When it comes to dungeon sizes in games, the differences are vast. From a design perspective, the bigger of a dungeon you create, the smaller the level of detail you can put into each room. I've been experimenting a lot with world sizes in my games. The trick is to make a few rooms seem a lot bigger. But how do we do that?
In a text adventure, the opacity of the screen/text interface means you can hide a lot of lack in the environments by letting the player's imagination fill in the gaps. This also works in pen and paper RPGs. I used that when I designed Choose Your Own CaveVenture: It may seem like you are traversing a huge cave system im my first real roguelike when in fact, every level has a maximum of 12 rooms (usually more like 8-9). And there are only six levels. But the game gives you the feel of being lost in the dark in a vast cave complex. So: Mission accomplished, I guess.
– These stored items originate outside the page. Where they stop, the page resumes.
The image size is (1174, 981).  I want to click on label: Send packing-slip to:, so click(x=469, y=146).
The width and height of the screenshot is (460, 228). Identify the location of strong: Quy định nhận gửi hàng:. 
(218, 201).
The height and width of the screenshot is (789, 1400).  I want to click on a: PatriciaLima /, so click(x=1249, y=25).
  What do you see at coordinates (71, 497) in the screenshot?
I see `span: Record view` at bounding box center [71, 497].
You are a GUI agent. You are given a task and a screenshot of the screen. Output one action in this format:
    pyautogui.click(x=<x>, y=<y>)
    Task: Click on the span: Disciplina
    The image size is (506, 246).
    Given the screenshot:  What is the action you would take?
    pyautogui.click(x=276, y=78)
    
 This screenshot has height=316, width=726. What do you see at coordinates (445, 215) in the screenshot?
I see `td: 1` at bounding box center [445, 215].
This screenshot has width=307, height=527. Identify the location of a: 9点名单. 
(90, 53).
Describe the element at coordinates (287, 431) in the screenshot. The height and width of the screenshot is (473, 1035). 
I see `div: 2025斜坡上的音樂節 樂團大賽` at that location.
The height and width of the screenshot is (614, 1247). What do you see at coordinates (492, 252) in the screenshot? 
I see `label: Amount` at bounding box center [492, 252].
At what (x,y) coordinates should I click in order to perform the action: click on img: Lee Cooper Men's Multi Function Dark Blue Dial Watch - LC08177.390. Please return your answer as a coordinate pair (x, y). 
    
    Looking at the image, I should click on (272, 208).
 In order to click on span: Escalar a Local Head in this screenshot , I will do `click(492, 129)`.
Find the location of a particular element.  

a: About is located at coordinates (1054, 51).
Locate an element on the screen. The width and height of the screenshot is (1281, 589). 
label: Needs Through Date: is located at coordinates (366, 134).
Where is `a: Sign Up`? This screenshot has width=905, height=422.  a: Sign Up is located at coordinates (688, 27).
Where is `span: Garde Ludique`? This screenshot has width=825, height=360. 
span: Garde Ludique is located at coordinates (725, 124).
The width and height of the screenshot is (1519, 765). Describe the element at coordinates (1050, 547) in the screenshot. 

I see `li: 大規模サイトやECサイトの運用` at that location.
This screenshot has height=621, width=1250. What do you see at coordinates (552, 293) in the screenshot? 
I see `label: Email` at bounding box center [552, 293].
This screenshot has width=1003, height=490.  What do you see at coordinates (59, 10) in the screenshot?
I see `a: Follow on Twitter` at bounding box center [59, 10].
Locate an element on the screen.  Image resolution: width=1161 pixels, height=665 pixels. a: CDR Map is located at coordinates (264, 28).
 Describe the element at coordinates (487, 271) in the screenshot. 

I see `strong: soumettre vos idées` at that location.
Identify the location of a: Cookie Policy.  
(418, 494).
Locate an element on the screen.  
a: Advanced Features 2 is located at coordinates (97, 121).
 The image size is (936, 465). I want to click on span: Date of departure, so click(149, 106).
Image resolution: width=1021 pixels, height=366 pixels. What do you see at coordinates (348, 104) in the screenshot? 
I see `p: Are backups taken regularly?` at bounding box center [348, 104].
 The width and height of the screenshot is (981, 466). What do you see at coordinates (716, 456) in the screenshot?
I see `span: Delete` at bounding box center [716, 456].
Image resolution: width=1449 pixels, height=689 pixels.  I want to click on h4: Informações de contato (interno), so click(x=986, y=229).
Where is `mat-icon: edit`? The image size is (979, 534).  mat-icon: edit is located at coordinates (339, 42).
In my board game design experiments with randomizing a dungeon I have made two sizes: 5x5 rooms and 4x4 rooms. The latter is a bit too small, the former seems to be the minimum to form something that actually feels like a maze when looking at it top-down.
In designed spaces you can get away with more condensed experiences. Go ahead and count the actual number of rooms that classic point and click adventures consist of. You will realize that, for example, Monkey Island, has a lot fewer screens than you may be remembering (if you count labyrinths as one screen). My favorite amateur-made point-and-click, Once Upon a Crime, had only 12 screens but you never felt like you did any less than traverse the entirety of a fairytale land several times during play. I used a similar number of rooms when I made The Dare.
My current project is a text-adventure-homage to Resident Evil. It has 34 rooms (if, once more, you count mazes as one room). Yet it feels like you are traversing a huge environment, consisting of three floors of a mansion plus a garden with two side buildings. Of course, I made this with Twine. That means that the actual number of passages is in the low triple-digits for making these 34 rooms. But that includes what I call the "engine" with a combat- and inventory system as well as the actions that you can do as separate entries and all that.
There is of course also the approach of the megadungeon. You can pour however much work as you want into one of these. I like to be cost-efficient though. How many rooms do you need to make until it counts as "mega"? I don't know. I've been thinking about putting a one-page-megadungeon up for the One Page Dungeon Contest. Maybe next year. Maybe.
I've been to some dungeon-like locations in the real world. Most of them aren't as impressive as those of fantasy, of course. What do they need? Three rooms, I say. Enough so that you can't see all of the place from the entrance. That's enough to spark the imagination and the feeling that somewhere around that corner, this crypt/temple/ancient grave might open up to an immense underground world full of fantastical surprises.